Spanning the mid-1990s to the present, the exhibition unites more than 50 pieces, from the artist’s most iconic collages to rarely seen early works and new creations.

Highlights of the exhibition include Mutu’s first animated video, created in collaboration with musician Santigold. The artist will also transform one of the Block’s galleries into an environmental installation, including a monumental wall drawing, allowing visitors to immerse themselves in her work.

Born in Nairobi, Kenya and living in New York since the early 1990s, Mutu is best known for large-scale collages depicting female figures in lush, otherworldly landscapes. Her work explores issues of gender, race, war, globalization, colonialism and the eroticization of the black female body. She often combines found materials and magazine cutouts with sculpture and painted imagery, sampling from sources as diverse as African traditions, international politics, the fashion industry, and science fiction.

Read The New York Times’ review of the Brooklyn Museum's presentation of Wangechi Mutu: A Fantastic Journey (October 10, 2013): A Window, Not a Mirror: A Survey of Wangechi Mutu at Brooklyn MuseumAdditional information about the artist as well as this exhibition may be found on the websites listed below:
Wangechi Mutu: A Fantastic Journey is organized by the Nasher Museum of Art at Duke University by Trevor Schoonmaker, Chief Curator and Patsy R. and Raymond D. Nasher Curator of Contemporary Art.

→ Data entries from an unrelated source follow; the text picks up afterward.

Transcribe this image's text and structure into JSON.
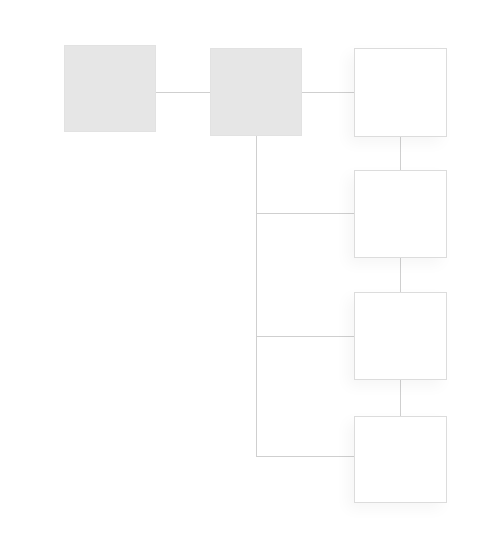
{
  "diagram": {
    "type": "tree",
    "colors": {
      "filled_node": "#e6e6e6",
      "empty_node_fill": "#ffffff",
      "empty_node_border": "#dcdcdc",
      "connector": "#cfcfcf",
      "background": "#ffffff"
    },
    "nodes": [
      {
        "id": "A",
        "style": "filled",
        "label": "",
        "x": 64,
        "y": 45,
        "w": 92,
        "h": 87
      },
      {
        "id": "B",
        "style": "filled",
        "label": "",
        "x": 210,
        "y": 48,
        "w": 92,
        "h": 88
      },
      {
        "id": "C",
        "style": "empty",
        "label": "",
        "x": 354,
        "y": 48,
        "w": 93,
        "h": 89
      },
      {
        "id": "D",
        "style": "empty",
        "label": "",
        "x": 354,
        "y": 170,
        "w": 93,
        "h": 88
      },
      {
        "id": "E",
        "style": "empty",
        "label": "",
        "x": 354,
        "y": 292,
        "w": 93,
        "h": 88
      },
      {
        "id": "F",
        "style": "empty",
        "label": "",
        "x": 354,
        "y": 416,
        "w": 93,
        "h": 87
      }
    ],
    "edges": [
      {
        "from": "A",
        "to": "B"
      },
      {
        "from": "B",
        "to": "C"
      },
      {
        "from": "B",
        "to": "D"
      },
      {
        "from": "B",
        "to": "E"
      },
      {
        "from": "B",
        "to": "F"
      },
      {
        "from": "C",
        "to": "D"
      },
      {
        "from": "D",
        "to": "E"
      },
      {
        "from": "E",
        "to": "F"
      }
    ],
    "lines": [
      {
        "name": "connector-a-b",
        "x": 156,
        "y": 92,
        "w": 54,
        "h": 1
      },
      {
        "name": "connector-b-c",
        "x": 302,
        "y": 92,
        "w": 52,
        "h": 1
      },
      {
        "name": "trunk-b-down",
        "x": 256,
        "y": 136,
        "w": 1,
        "h": 321
      },
      {
        "name": "branch-to-d",
        "x": 256,
        "y": 213,
        "w": 98,
        "h": 1
      },
      {
        "name": "branch-to-e",
        "x": 256,
        "y": 336,
        "w": 98,
        "h": 1
      },
      {
        "name": "branch-to-f",
        "x": 256,
        "y": 456,
        "w": 98,
        "h": 1
      },
      {
        "name": "connector-c-d",
        "x": 400,
        "y": 137,
        "w": 1,
        "h": 33
      },
      {
        "name": "connector-d-e",
        "x": 400,
        "y": 258,
        "w": 1,
        "h": 34
      },
      {
        "name": "connector-e-f",
        "x": 400,
        "y": 380,
        "w": 1,
        "h": 36
      }
    ]
  }
}
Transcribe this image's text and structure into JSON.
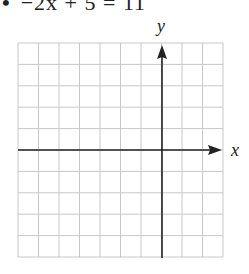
{
  "problem": {
    "bullet": "•",
    "equation": "−2x + 5 = 11"
  },
  "graph": {
    "x_label": "x",
    "y_label": "y",
    "x_range": [
      -7,
      3
    ],
    "y_range": [
      -5,
      5
    ],
    "grid_columns": 10,
    "grid_rows": 10,
    "grid_color": "#c8c8c8",
    "axis_color": "#222222"
  }
}
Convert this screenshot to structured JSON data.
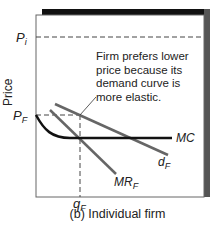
{
  "figure": {
    "caption": "(b) Individual firm",
    "ylabel": "Price",
    "xlabel_tick": "q",
    "xlabel_tick_sub": "F",
    "y_ticks": [
      {
        "label": "P",
        "sub": "i"
      },
      {
        "label": "P",
        "sub": "F"
      }
    ],
    "annotation": [
      "Firm prefers lower",
      "price because its",
      "demand curve is",
      "more elastic."
    ],
    "curves": [
      {
        "label": "MC",
        "sub": ""
      },
      {
        "label": "d",
        "sub": "F"
      },
      {
        "label": "MR",
        "sub": "F"
      }
    ]
  }
}
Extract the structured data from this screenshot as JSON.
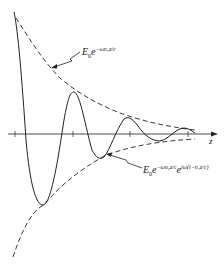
{
  "diagram": {
    "title": "",
    "axis_label": "z",
    "upper_envelope_label": {
      "base": "E",
      "base_sub": "0",
      "exp_base": "e",
      "exponent": "−ωn₂z/c"
    },
    "wave_label": {
      "base": "E",
      "base_sub": "0",
      "exp_base": "e",
      "exponent1": "−ωn₂z/c",
      "exp_base2": "e",
      "exponent2": "iω(t−n₁z/c)"
    },
    "colors": {
      "stroke": "#222222",
      "background": "#ffffff"
    }
  }
}
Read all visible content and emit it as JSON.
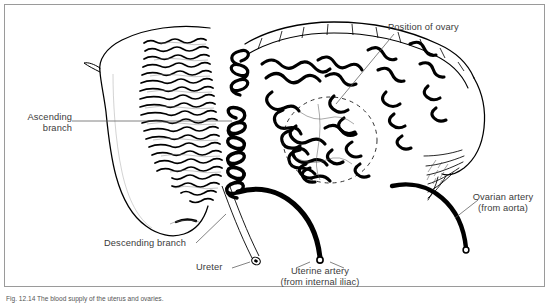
{
  "figure": {
    "caption": "Fig. 12.14  The blood supply of the uterus and ovaries.",
    "frame_color": "#9a9a9a",
    "ink_color": "#000000",
    "label_color": "#3b3b3b",
    "background": "#ffffff"
  },
  "labels": [
    {
      "id": "ascending-branch",
      "line1": "Ascending",
      "line2": "branch",
      "align": "right"
    },
    {
      "id": "descending-branch",
      "line1": "Descending branch",
      "line2": "",
      "align": "left"
    },
    {
      "id": "ureter",
      "line1": "Ureter",
      "line2": "",
      "align": "left"
    },
    {
      "id": "position-of-ovary",
      "line1": "Position of ovary",
      "line2": "",
      "align": "left"
    },
    {
      "id": "uterine-artery",
      "line1": "Uterine artery",
      "line2": "(from internal iliac)",
      "align": "center"
    },
    {
      "id": "ovarian-artery",
      "line1": "Ovarian artery",
      "line2": "(from aorta)",
      "align": "center"
    }
  ],
  "structures": [
    {
      "id": "uterus-body",
      "name": "Uterus (body and cervix)"
    },
    {
      "id": "uterine-tube",
      "name": "Uterine (fallopian) tube"
    },
    {
      "id": "fimbriae",
      "name": "Fimbriae of uterine tube"
    },
    {
      "id": "ovary",
      "name": "Ovary (dashed outline)"
    },
    {
      "id": "arcuate-arteries",
      "name": "Arcuate / spiral arteries of myometrium"
    },
    {
      "id": "helicine-trunk",
      "name": "Coiled ascending branch of uterine artery"
    },
    {
      "id": "uterine-artery-trunk",
      "name": "Uterine artery trunk (cut)"
    },
    {
      "id": "ovarian-artery-trunk",
      "name": "Ovarian artery trunk (cut)"
    },
    {
      "id": "ureter-tube",
      "name": "Ureter (cut end)"
    }
  ]
}
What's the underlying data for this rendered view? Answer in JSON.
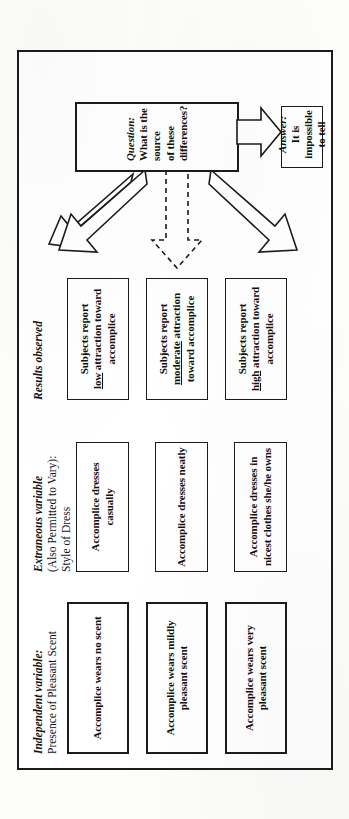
{
  "figure": {
    "headings": {
      "independent": {
        "italic": "Independent variable:",
        "rest": "Presence of Pleasant Scent"
      },
      "extraneous": {
        "italic": "Extraneous variable",
        "line2": "(Also Permitted to Vary):",
        "line3": "Style of Dress"
      },
      "results": {
        "italic": "Results observed"
      }
    },
    "independent_boxes": [
      {
        "text": "Accomplice wears no scent"
      },
      {
        "text": "Accomplice wears mildly pleasant scent"
      },
      {
        "text": "Accomplice wears very pleasant scent"
      }
    ],
    "extraneous_boxes": [
      {
        "text": "Accomplice dresses casually"
      },
      {
        "text": "Accomplice dresses neatly"
      },
      {
        "text": "Accomplice dresses in nicest clothes she/he owns"
      }
    ],
    "results_boxes": [
      {
        "pre": "Subjects report",
        "emphasis": "low",
        "post": "attraction toward accomplice"
      },
      {
        "pre": "Subjects report",
        "emphasis": "moderate",
        "post": "attraction toward accomplice"
      },
      {
        "pre": "Subjects report",
        "emphasis": "high",
        "post": "attraction toward accomplice"
      }
    ],
    "question": {
      "label": "Question:",
      "line1": "What is the source",
      "line2": "of these differences?"
    },
    "answer": {
      "label": "Answer:",
      "line1": "It is impossible",
      "line2": "to tell"
    },
    "colors": {
      "ink": "#1b1b1b",
      "paper": "#ffffff"
    }
  }
}
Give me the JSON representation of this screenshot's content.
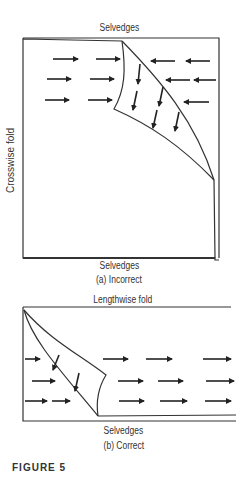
{
  "figure": {
    "label": "FIGURE 5",
    "panel_a": {
      "top_label": "Selvedges",
      "bottom_label": "Selvedges",
      "side_label": "Crosswise fold",
      "caption": "(a) Incorrect"
    },
    "panel_b": {
      "top_label": "Lengthwise fold",
      "bottom_label": "Selvedges",
      "caption": "(b) Correct"
    }
  }
}
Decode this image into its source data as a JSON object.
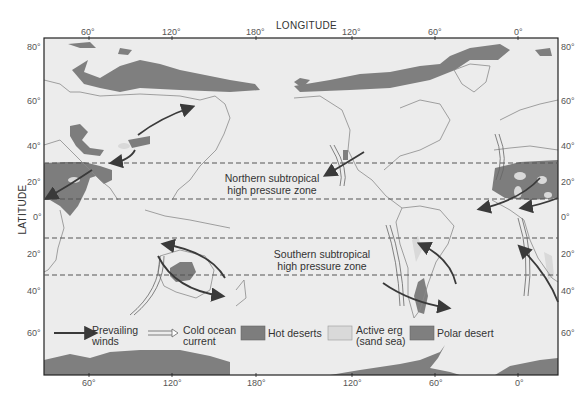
{
  "axes": {
    "x_title": "LONGITUDE",
    "y_title": "LATITUDE",
    "top_ticks": [
      {
        "label": "60°",
        "x": 89
      },
      {
        "label": "120°",
        "x": 172
      },
      {
        "label": "180°",
        "x": 256
      },
      {
        "label": "120°",
        "x": 352
      },
      {
        "label": "60°",
        "x": 435
      },
      {
        "label": "0°",
        "x": 518
      }
    ],
    "bottom_ticks": [
      {
        "label": "60°",
        "x": 89
      },
      {
        "label": "120°",
        "x": 172
      },
      {
        "label": "180°",
        "x": 256
      },
      {
        "label": "120°",
        "x": 352
      },
      {
        "label": "60°",
        "x": 435
      },
      {
        "label": "0°",
        "x": 518
      }
    ],
    "left_ticks": [
      {
        "label": "80°",
        "y": 47
      },
      {
        "label": "60°",
        "y": 101
      },
      {
        "label": "40°",
        "y": 146
      },
      {
        "label": "20°",
        "y": 182
      },
      {
        "label": "0°",
        "y": 217
      },
      {
        "label": "20°",
        "y": 254
      },
      {
        "label": "40°",
        "y": 291
      },
      {
        "label": "60°",
        "y": 333
      }
    ],
    "right_ticks": [
      {
        "label": "80°",
        "y": 47
      },
      {
        "label": "60°",
        "y": 101
      },
      {
        "label": "40°",
        "y": 146
      },
      {
        "label": "20°",
        "y": 182
      },
      {
        "label": "0°",
        "y": 217
      },
      {
        "label": "20°",
        "y": 254
      },
      {
        "label": "40°",
        "y": 291
      },
      {
        "label": "60°",
        "y": 333
      }
    ]
  },
  "zones": {
    "north": {
      "line1": "Northern subtropical",
      "line2": "high pressure zone"
    },
    "south": {
      "line1": "Southern subtropical",
      "line2": "high pressure zone"
    }
  },
  "legend": {
    "winds": {
      "line1": "Prevailing",
      "line2": "winds"
    },
    "current": {
      "line1": "Cold ocean",
      "line2": "current"
    },
    "hot": "Hot deserts",
    "erg": {
      "line1": "Active erg",
      "line2": "(sand sea)"
    },
    "polar": "Polar desert"
  },
  "colors": {
    "ocean": "#ececec",
    "land_outline": "#8a8a8a",
    "hot_desert": "#7d7d7d",
    "active_erg": "#d9d9d9",
    "polar_desert": "#7f7f7f",
    "arrow": "#3a3a3a",
    "frame": "#222222"
  }
}
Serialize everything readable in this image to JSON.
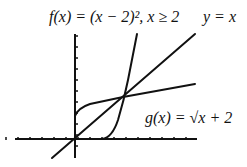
{
  "labels": {
    "f": "f(x) = (x − 2)², x ≥ 2",
    "line": "y = x",
    "g": "g(x) = √x + 2"
  },
  "colors": {
    "stroke": "#111111",
    "background": "#ffffff"
  },
  "axes": {
    "origin_px": [
      75,
      139
    ],
    "x_range_px": [
      15,
      197
    ],
    "y_range_px": [
      34,
      158
    ],
    "tick_spacing_px": 12
  }
}
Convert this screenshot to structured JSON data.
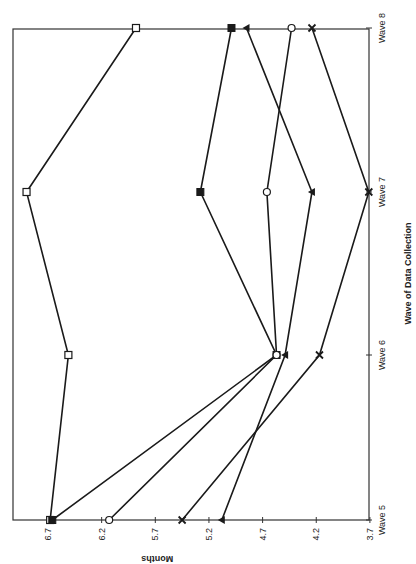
{
  "chart_data": {
    "type": "line",
    "orientation": "rotated-90-clockwise",
    "title": "",
    "xlabel": "Wave of Data Collection",
    "ylabel": "Months",
    "categories": [
      "Wave 5",
      "Wave 6",
      "Wave 7",
      "Wave 8"
    ],
    "ylim": [
      3.7,
      7.0
    ],
    "yticks": [
      "6.7",
      "6.2",
      "5.7",
      "5.2",
      "4.7",
      "4.2",
      "3.7"
    ],
    "grid": false,
    "legend": null,
    "series": [
      {
        "name": "Series 1 (open square)",
        "marker": "open-square",
        "values": [
          6.68,
          6.51,
          6.9,
          5.88
        ]
      },
      {
        "name": "Series 2 (filled square)",
        "marker": "filled-square",
        "values": [
          6.66,
          4.57,
          5.28,
          4.99
        ]
      },
      {
        "name": "Series 3 (open circle)",
        "marker": "open-circle",
        "values": [
          6.13,
          4.57,
          4.66,
          4.43
        ]
      },
      {
        "name": "Series 4 (filled triangle)",
        "marker": "filled-triangle",
        "values": [
          5.08,
          4.49,
          4.24,
          4.85
        ]
      },
      {
        "name": "Series 5 (x mark)",
        "marker": "x-mark",
        "values": [
          5.45,
          4.17,
          3.71,
          4.24
        ]
      }
    ]
  }
}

Wangechi Mutu: A Fantastic Journey is made possible by the Andy Warhol Foundation for the Visual Arts. Major support is provided by Marilyn M. Arthur, the Ford Foundation, the Mary Duke Biddle Foundation, Katherine Thorpe Kerr, and Susanne Vielmetter Los Angeles Projects. Additional generous support is provided by Duke University’s Council for the Arts; Gladstone Gallery, New York; Victoria Miro Gallery, London; and the North Carolina Arts Council, a division of the Department of Cultural Resources. Support for the presentation at the Block Museum has been provided by the Diane and Craig Solomon Contemporary Art Fund.